The National Aeronautics and Space Administration developed the Helios Prototype with AeroVironment Inc. in a bid to build a remotely piloted aircraft that could replace space satellites for some applications.

``The goal is extreme-duration, sustained high-altitude, long-endurance flight for essentially Earth observing and telecommunications,' said John Hicks, who manages NASA's Environmental Research Aircraft and Sensor Technology project at the Dryden Flight Research Center. ``Basically, it's to try to get it up for six months at a time.'

The plane has a 247-foot wingspan, greater than that of a Boeing 747, yet is only 12 feet long. It is too large to use the runways at the Pacific Missile Range Facility on Kauai, so it will take off and land from the crushed coral apron alongside the strip.

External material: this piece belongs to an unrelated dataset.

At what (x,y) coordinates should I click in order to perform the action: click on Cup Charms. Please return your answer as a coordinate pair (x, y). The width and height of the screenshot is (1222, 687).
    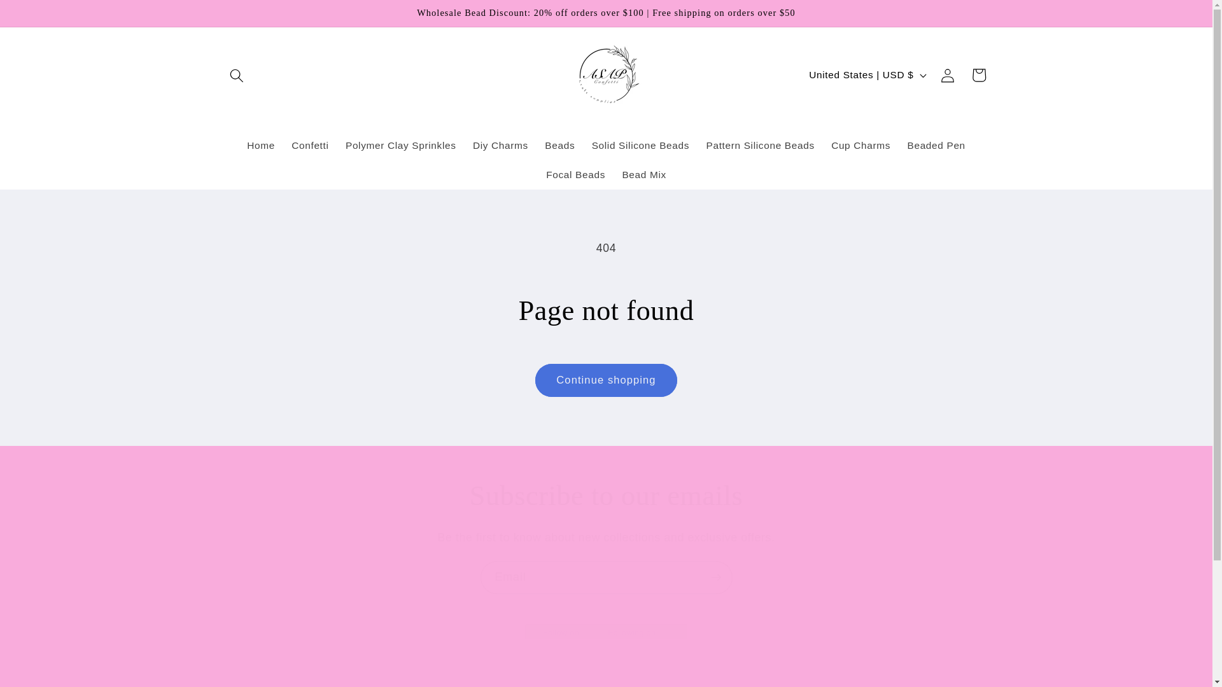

The first flight may reach only 70,000 feet, as engineers assess how well Helios performs. The second and third will attempt to reach 100,000 feet - more than midway through the stratosphere to a height of 19 miles. Each flight is expected to last about 14 hours. If successful, the plane will set a new record for sustained flight at that altitude.

The Helios Prototype last flew in 1999, when it completed a series of six flights in the Mojave Desert using battery power. This time, it will soar on power generated from the sun's rays. The rectangular, translucent wing is covered with more than 60,000 solar cells.

AeroVironment, based in Monrovia, Calif., has produced other innovative aircraft in its 30-year history, including the Gossamer Albatross, a human-powered plane that crossed the English Channel in 1979. Its Pathfinder Plus flew to over 80,000 feet in August 1998, a world record for propeller-powered aircraft.

Pathfinder Plus will fly again in 2002, when it will be used to aid Hawaiian coffee growers in a NASA-sponsored project to monitor ripening beans.

NASA and AeroVironment plan to fly Helios again in 2003, when they will attempt to keep the plane aloft for four days.